Letters

Posted

Our kids and their cellphones

To the Editor:

Randi Kreiss’s column “And we did it all without smartphones” (Sept. 15-21) was spot on. People today are too connected for independent thought. When we sent our children to school, we let them deal with any incident in their own way. How else could they prepare for the future, when they would have to make decisions for themselves?

Nowadays there is constant intervention, so the first steps of separation cannot occur. Remember when there was only one phone in a household? Even with extensions, there was only one number. Electronics have their role, but we over-use them.

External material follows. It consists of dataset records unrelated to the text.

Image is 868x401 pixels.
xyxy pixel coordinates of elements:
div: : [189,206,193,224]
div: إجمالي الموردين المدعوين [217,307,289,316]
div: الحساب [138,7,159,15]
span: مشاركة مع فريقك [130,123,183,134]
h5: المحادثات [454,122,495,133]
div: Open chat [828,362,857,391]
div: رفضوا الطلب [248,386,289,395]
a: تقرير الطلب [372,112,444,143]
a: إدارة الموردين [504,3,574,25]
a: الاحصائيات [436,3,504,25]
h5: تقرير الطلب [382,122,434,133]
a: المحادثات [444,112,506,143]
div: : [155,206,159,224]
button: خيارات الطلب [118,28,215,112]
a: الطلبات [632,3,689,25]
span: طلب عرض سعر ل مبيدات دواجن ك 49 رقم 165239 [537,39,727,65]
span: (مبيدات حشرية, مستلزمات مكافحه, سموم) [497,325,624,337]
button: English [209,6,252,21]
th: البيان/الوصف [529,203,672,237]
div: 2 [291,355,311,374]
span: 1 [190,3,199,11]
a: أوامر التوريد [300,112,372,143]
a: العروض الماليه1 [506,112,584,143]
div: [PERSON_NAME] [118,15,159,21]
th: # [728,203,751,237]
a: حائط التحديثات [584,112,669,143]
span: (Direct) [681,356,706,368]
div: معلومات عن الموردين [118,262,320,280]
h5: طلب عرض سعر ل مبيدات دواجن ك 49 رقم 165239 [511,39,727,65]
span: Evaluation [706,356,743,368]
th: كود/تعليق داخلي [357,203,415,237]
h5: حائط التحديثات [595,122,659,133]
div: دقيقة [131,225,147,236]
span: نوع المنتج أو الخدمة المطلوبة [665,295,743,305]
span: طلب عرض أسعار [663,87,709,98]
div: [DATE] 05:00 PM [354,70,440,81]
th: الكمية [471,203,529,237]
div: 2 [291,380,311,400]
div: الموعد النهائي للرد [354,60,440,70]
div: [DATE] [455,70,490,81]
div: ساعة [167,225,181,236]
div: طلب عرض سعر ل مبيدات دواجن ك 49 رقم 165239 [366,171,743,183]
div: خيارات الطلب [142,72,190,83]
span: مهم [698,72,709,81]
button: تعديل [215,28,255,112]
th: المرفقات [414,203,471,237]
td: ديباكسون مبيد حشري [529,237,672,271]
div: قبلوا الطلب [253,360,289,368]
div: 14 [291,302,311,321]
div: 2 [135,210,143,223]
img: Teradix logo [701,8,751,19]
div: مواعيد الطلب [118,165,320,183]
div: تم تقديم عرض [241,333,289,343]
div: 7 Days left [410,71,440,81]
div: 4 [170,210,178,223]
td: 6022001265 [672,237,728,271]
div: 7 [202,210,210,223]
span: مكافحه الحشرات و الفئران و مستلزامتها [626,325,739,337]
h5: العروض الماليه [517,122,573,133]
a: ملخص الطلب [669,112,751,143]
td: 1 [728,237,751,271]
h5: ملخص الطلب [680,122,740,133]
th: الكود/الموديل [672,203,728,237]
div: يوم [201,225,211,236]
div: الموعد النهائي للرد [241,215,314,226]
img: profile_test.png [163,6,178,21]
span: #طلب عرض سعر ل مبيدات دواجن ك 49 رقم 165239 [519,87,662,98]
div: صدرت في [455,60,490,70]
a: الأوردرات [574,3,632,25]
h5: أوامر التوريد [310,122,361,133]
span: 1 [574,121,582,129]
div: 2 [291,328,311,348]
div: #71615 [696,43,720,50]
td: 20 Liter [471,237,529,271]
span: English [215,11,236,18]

If everything is done for us, what’s the role of the human being?

Thanks, Randi, for another good column.

Mary Schwarz

Long Beach

County should reject sewage deal

To the Editor:

In a rare move, the Nassau County Legislature’s Rules Committee tabled a proposed contract with KPMG, for which the firm would investigate possible refinancing of county and sewage debt as part of a deal to lease Nassau’s sewage treatment plants to a financial firm.

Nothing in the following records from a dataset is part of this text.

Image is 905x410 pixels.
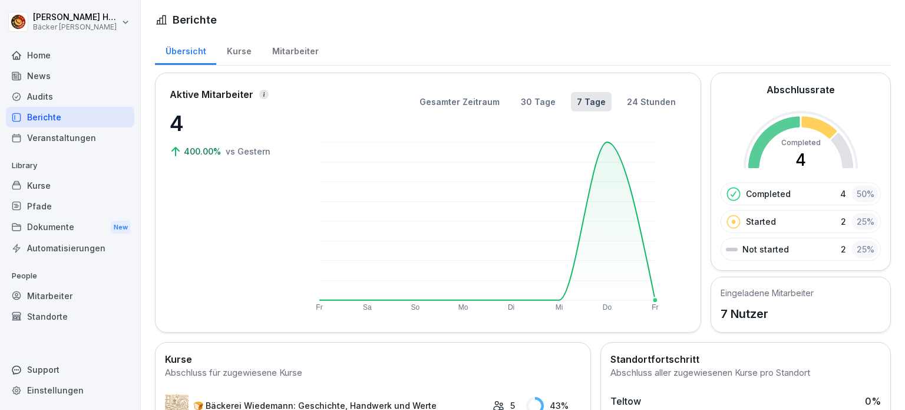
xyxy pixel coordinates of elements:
a: Berichte [6,107,134,127]
text: Sa [363,303,372,311]
text: Mi [556,303,563,311]
p: Bäcker [PERSON_NAME] [33,23,119,31]
h2: Kurse [165,352,581,366]
a: Mitarbeiter [6,285,134,306]
a: Veranstaltungen [6,127,134,148]
button: Gesamter Zeitraum [414,92,506,111]
p: Library [6,156,134,175]
text: Do [603,303,612,311]
h2: Abschlussrate [767,83,835,97]
div: Teltow [611,394,641,408]
a: Automatisierungen [6,238,134,258]
h2: Standortfortschritt [611,352,881,366]
a: Home [6,45,134,65]
button: 7 Tage [571,92,612,111]
p: 400.00% [184,145,223,157]
a: Kurse [216,35,262,65]
a: Standorte [6,306,134,327]
p: 4 [170,107,288,139]
p: 2 [841,243,846,255]
p: Started [746,215,776,228]
a: Einstellungen [6,380,134,400]
button: 24 Stunden [621,92,682,111]
div: 25 % [852,240,878,258]
div: Abschluss aller zugewiesenen Kurse pro Standort [611,366,881,380]
text: Di [508,303,515,311]
div: Dokumente [6,216,134,238]
text: Mo [459,303,469,311]
p: 4 [840,187,846,200]
div: Support [6,359,134,380]
a: Übersicht [155,35,216,65]
h1: Berichte [173,12,217,28]
a: News [6,65,134,86]
h5: Eingeladene Mitarbeiter [721,286,814,299]
a: DokumenteNew [6,216,134,238]
div: 0 % [865,394,881,408]
a: Audits [6,86,134,107]
button: 30 Tage [515,92,562,111]
div: Abschluss für zugewiesene Kurse [165,366,581,380]
p: Not started [743,243,789,255]
p: 2 [841,215,846,228]
p: [PERSON_NAME] Hofmann [33,12,119,22]
text: Fr [652,303,659,311]
div: 50 % [852,185,878,202]
text: So [411,303,420,311]
a: Kurse [6,175,134,196]
a: Mitarbeiter [262,35,329,65]
p: People [6,266,134,285]
div: New [111,220,131,234]
text: Fr [316,303,322,311]
a: Pfade [6,196,134,216]
p: Aktive Mitarbeiter [170,87,253,101]
p: vs Gestern [226,145,271,157]
p: Completed [746,187,791,200]
p: 7 Nutzer [721,305,814,322]
div: 25 % [852,213,878,230]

Would refinancing the sewage debt be a good deal for the county government? Yes. Who wouldn’t want nearly a billion dollars that didn’t need to be repaid? Would it also be good deal for the financial conglomerate that won the bid? Yes. Who wouldn’t want a guaranteed rate of 4 to 8 percent in fee increases every year from county residents?

Refinancing, however, would be a horrendous deal for Nassau taxpayers, who would incur new debt of historic proportions, which they would have to repay to a private enterprise in their monthly sewage bills.

This would be another way to take money from overtaxed Nassau residents without calling it a tax. It would be a back-door sewage tax hike.

At the same time, South Shore residents living near the Bay Park and Cedar Creek sewage treatment plants would remain at risk under the deal, because improvements to the plants would not be part of it.

In 2012, when Nassau officials first contemplated this back-door borrowing, Bloomberg News reported the potential deal as the “biggest one-shot ever for a New York municipality.” The Nassau Interim Finance Authority rejected the Morgan Stanley contract in 2012 and the KPMG contract in 2015, and the Legislature’s Rules Committee tabled it. No matter how many times county officials try to tweak the terms, it’s still the same deal, and should be rejected for the same reasons.